Hi all,
This email is an attempt at constructive criticism. I have just started
to work with net-snmp, and have ran across several things having to do
with the build system that I believe could be done better. Personally, I
tend to use automake where applicable, and for me it provides a
convenient way of resolving most of the following issues with very
little work on my part (the rest are issues that should have been
handled by autoconf, and I'm not sure why they were not).
Of course, not everyone are a fan of automake, and I can perfectly
understand if you choose not to. Still, I think it would be constructive
to look at the issues themselves.
Semantic and minor problems:
* Non standard compiler/linker etc. specification - usually
performed by the command line environment, the configure help
directs to using command line
* Partly as a result of the above - the help strings take a huge
area instead of using "AS_HELP_STRING"
* Non-standard compiler choice when cross compiling. For most
projects, merely having (in my case) "arm-unknown-linux-gnu-gcc"

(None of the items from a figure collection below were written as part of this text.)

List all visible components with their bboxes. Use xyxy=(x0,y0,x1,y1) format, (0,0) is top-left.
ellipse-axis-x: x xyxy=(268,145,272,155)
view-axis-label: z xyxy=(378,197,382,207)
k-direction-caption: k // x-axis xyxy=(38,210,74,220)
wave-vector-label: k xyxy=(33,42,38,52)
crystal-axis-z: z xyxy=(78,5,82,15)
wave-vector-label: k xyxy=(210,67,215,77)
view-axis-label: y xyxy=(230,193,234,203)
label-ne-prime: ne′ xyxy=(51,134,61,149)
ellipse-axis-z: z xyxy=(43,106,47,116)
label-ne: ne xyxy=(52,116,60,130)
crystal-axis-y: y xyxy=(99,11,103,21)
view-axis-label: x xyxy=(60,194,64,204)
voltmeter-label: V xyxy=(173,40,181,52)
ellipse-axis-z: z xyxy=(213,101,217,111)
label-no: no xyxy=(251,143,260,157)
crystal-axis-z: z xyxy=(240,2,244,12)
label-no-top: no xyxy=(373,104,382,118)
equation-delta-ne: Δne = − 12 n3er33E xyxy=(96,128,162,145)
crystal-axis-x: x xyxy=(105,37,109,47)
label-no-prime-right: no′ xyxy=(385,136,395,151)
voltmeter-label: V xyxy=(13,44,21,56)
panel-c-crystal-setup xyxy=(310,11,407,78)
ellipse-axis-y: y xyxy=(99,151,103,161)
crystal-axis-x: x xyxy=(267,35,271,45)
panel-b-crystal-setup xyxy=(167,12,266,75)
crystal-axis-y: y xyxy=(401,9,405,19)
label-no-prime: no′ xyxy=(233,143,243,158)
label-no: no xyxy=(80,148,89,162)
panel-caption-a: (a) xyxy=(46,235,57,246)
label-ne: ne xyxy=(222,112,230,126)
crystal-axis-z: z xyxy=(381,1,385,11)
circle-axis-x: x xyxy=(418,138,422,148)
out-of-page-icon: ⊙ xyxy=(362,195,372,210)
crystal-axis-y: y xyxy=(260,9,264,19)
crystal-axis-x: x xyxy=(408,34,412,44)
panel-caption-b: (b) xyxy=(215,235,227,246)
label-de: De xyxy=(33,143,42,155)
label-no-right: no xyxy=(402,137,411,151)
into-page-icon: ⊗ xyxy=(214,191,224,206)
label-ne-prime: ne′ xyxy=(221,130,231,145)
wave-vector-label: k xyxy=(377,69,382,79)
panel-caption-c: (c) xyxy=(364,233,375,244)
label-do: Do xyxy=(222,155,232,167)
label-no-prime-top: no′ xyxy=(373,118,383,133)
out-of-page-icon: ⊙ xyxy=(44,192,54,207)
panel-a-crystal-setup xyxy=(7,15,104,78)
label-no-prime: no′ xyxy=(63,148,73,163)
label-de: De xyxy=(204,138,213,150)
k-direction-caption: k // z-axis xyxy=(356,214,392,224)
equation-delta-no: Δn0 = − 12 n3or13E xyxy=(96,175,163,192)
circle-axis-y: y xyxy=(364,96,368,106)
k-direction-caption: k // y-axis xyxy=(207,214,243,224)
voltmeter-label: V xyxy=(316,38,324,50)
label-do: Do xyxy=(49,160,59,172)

in my path while running configure with
"--host=arm-unkown-linux-gnu" will cause configure to pick that as
my compiler. This does not work with your build environment (I'm
not even sure why - maybe it's just an old version of autoconf).
More functional issues:
* Incorrect use of AC_C_BIGENDIAN. Instead of merely using it, and
letting it figure out the endianity on its own (which it usually
can), you only invoke it if we are not cross compiling. I'm trying
to cross compile for arm. I have confirmed that AC_C_BIGENDIAN
manages to figure out the endianity without any help from me, but
your build script never gives it a chance, so when building
net-snmp I need to manually specify the endianity for no good reason.
* Incorrect DESTDIR behavior. While running "make install DESTDIR="
does install the files to the right place, it runs "ldconfig" over
the base path (i.e. - $prefix/lib rather than
$DESTDIR/$prefix/lib), which causes problems if you are not root,
and even more serious problems if you are.
* Missing semi-standard targets. Automake generated makefiles have
the "install-strip" target, which installs the files and strips
them in one go. This is extremely convenient, especially when
cross-compiling a non-standard strip is used (namely -
arm-unkown-linux-gnu-strip, automatically determined by autoconf).
* Incorrect concurrent build behavior. At the moment, net-snmp is
the project in my environment which takes the longest to build. I
would love to be able to do "make -j2" to speed things up, but
doing so causes the build to fail. Apparently, it tries to build
something that needs a library before that library is ready.
Again, automake usually makes sure that these things are correctly
handled.
These are the issues I found so far. I'd love to offer any help I can in
resolving them (including sending patches), but I would like to first
know that you also think these are problems and whether the suggested
solution is an acceptable one to you.